Trouble with masking password input in Python

Borut Flis picture Borut Flis · Dec 15, 2016 · Viewed 12.5k times · Source

I am using Python. I am making a script where the user has to enter the password in the terminal.

I have already found a solution on this website by using the getpass module.

new_password=getpass.getpass(prompt="Type new password: ")

The problem is I get a warning and the password input gets displayed as well.

Warning (from warnings module):
  File "C:\Python34\lib\getpass.py", line 101
    return fallback_getpass(prompt, stream)
GetPassWarning: Can not control echo on the terminal.
Warning: Password input may be echoed.

Answer

Sundara Moorthy Anandh picture Sundara Moorthy Anandh · Aug 16, 2017

Use command prompt as admin to run this program.

Reason is because system environment where stdin, stdout and stderr are connected to /dev/tty, or another PTY-compliant device.

The IDLE REPL does not meet this requirement.

And change new_password=getpass.getpass(prompt="Type new password: ") to new_password=getpass.getpass("Type new password: ") if you are using Windows OS or new_password=getpass.getpass("Type new password: ", None) for Linux distributions.

This would help you for sure:

import getpass
pw = getpass.getpass("Enter Your Password Here: ")
if pw == "password":
    print("You are Welcome...")
else:
    print("Sorry! You're are not allowed.")

As per Python documentation:

getpass.getpass([prompt[, stream]])

Prompt the user for a password without echoing. The user is prompted using the string prompt, which defaults to 'Password: '. On Unix, the prompt is written to the file-like object stream. stream defaults to the controlling terminal (/dev/tty) or if that is unavailable to sys.stderr (this argument is ignored on Windows)

Changed in version 2.5: The stream parameter was added.

Note: If you call getpass from within IDLE, the input may be done in the terminal you launched IDLE from rather than the idle window itself.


(Exercise brief): Could you restate all of the records exactly, leaving out the pictures?

Image-backed grounding data:
[Start of Attachment]
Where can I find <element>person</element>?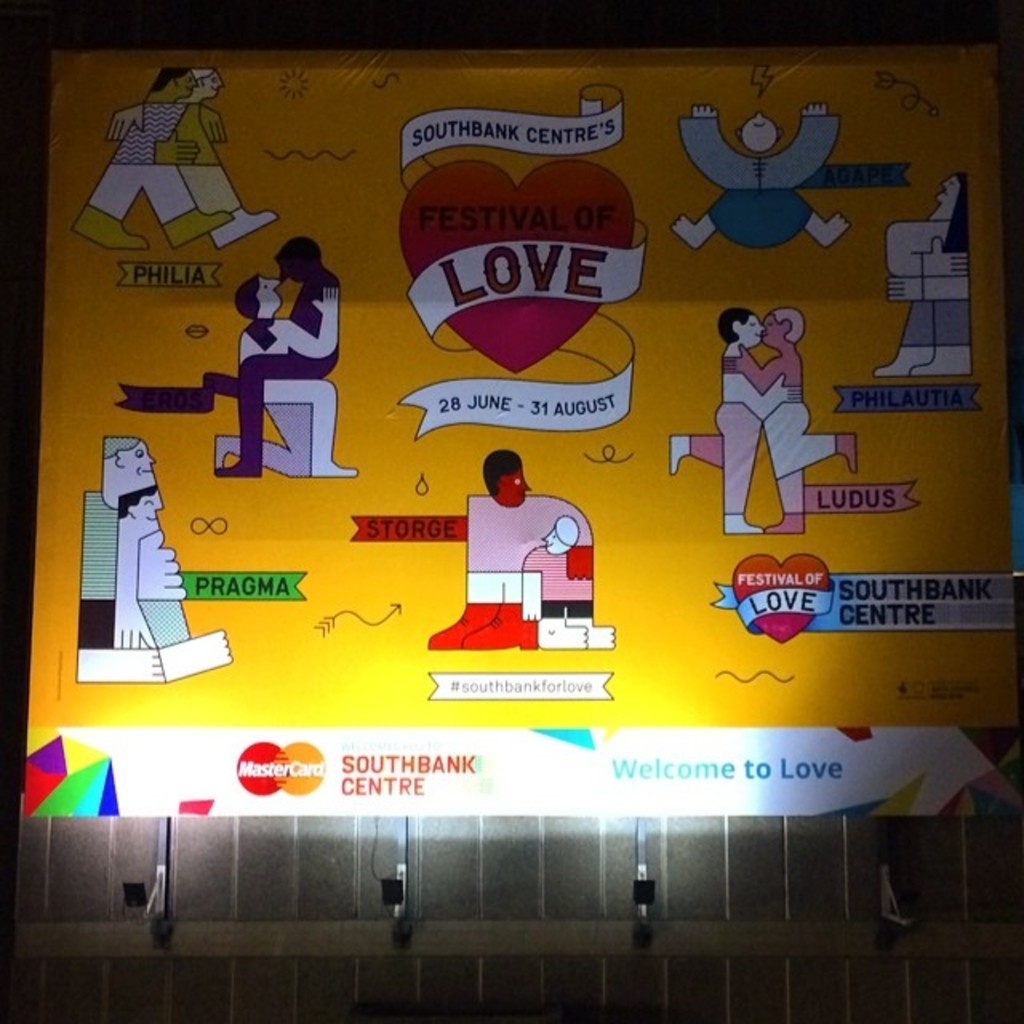
You can find it at box(72, 61, 272, 251).
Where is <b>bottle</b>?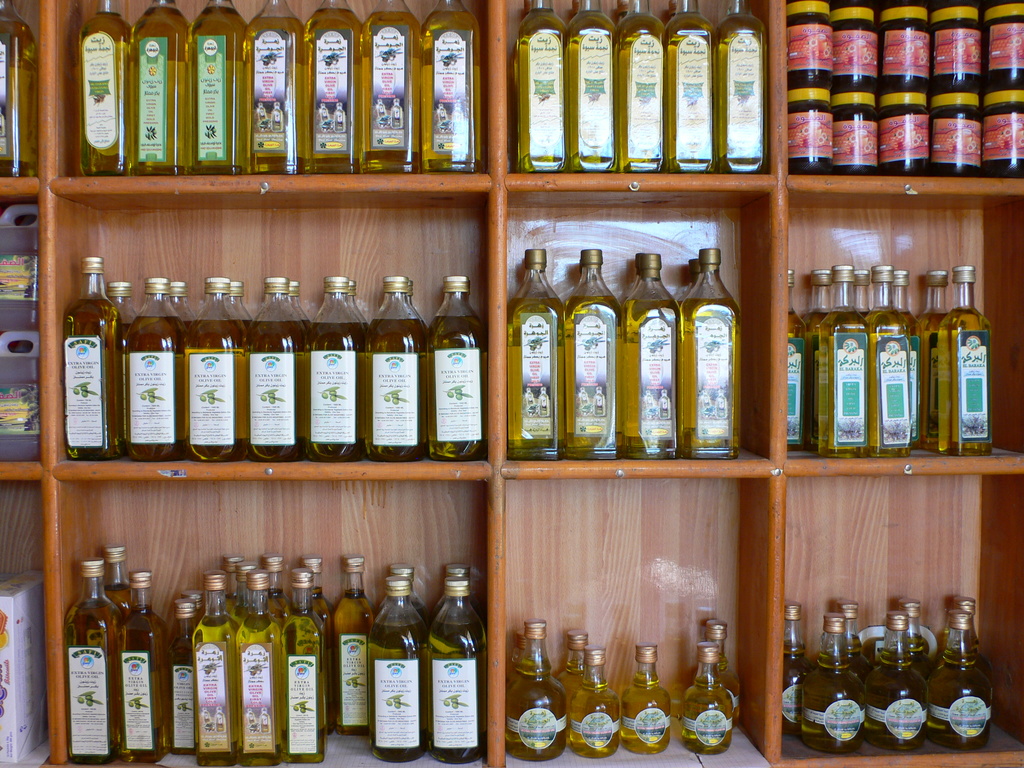
pyautogui.locateOnScreen(125, 2, 194, 173).
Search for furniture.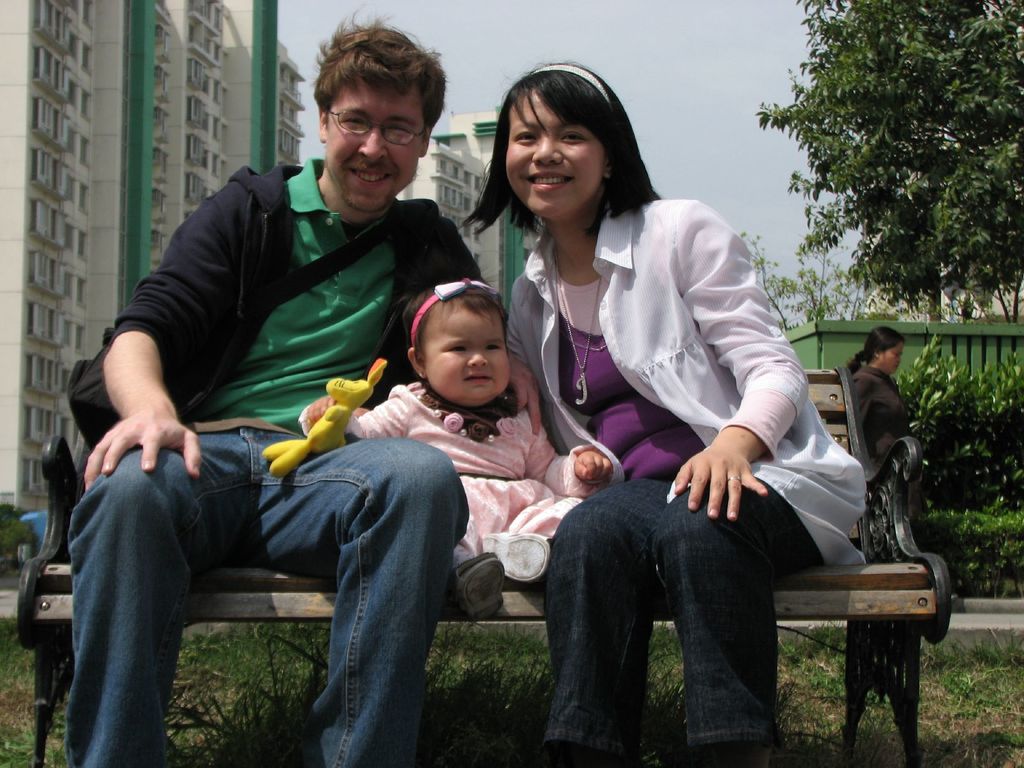
Found at {"left": 14, "top": 363, "right": 954, "bottom": 767}.
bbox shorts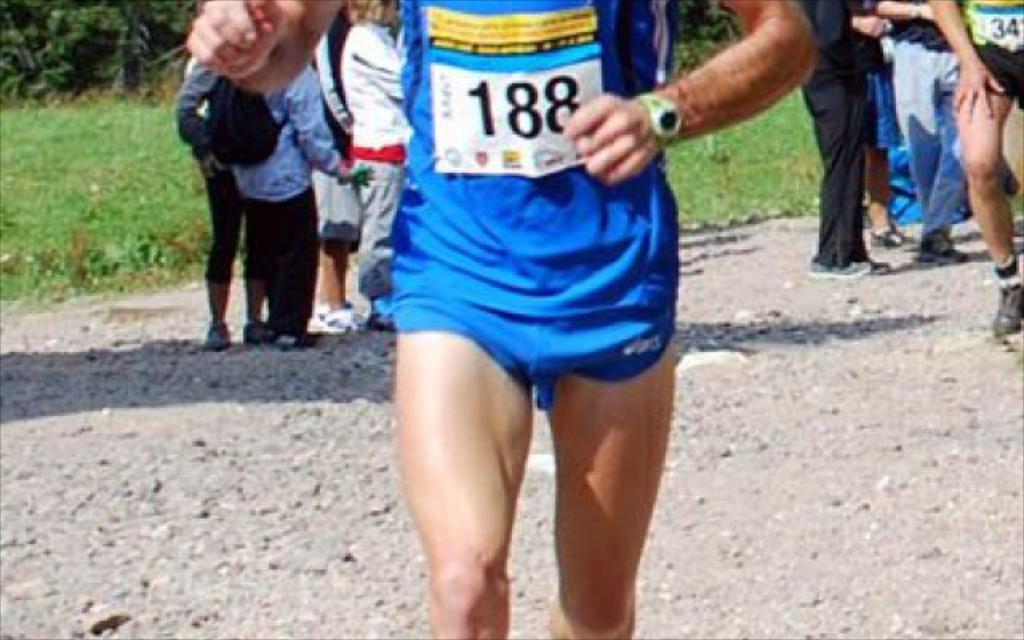
detection(390, 315, 683, 410)
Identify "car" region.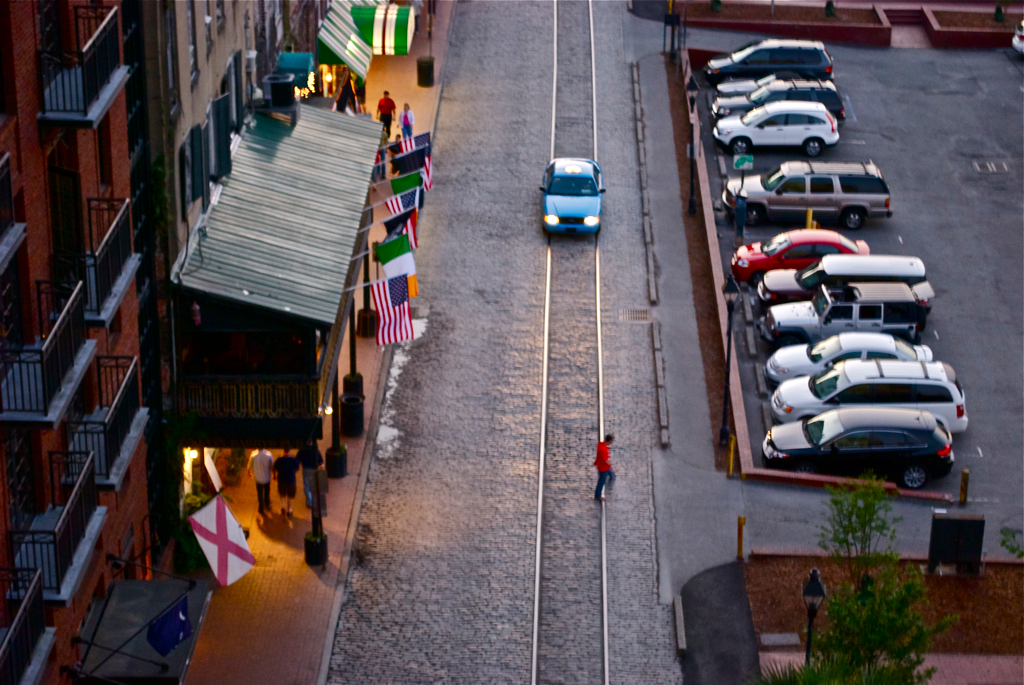
Region: crop(764, 326, 932, 382).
[End of Attachment]
(Completed task):
Where can I find <element>person</element>?
You can find it at box(72, 61, 272, 251).
Where is <b>bottle</b>?
pyautogui.locateOnScreen(125, 2, 194, 173).
Search for furniture.
Found at {"left": 14, "top": 363, "right": 954, "bottom": 767}.
bbox shorts
detection(390, 315, 683, 410)
Identify "car" region.
Region: crop(764, 326, 932, 382).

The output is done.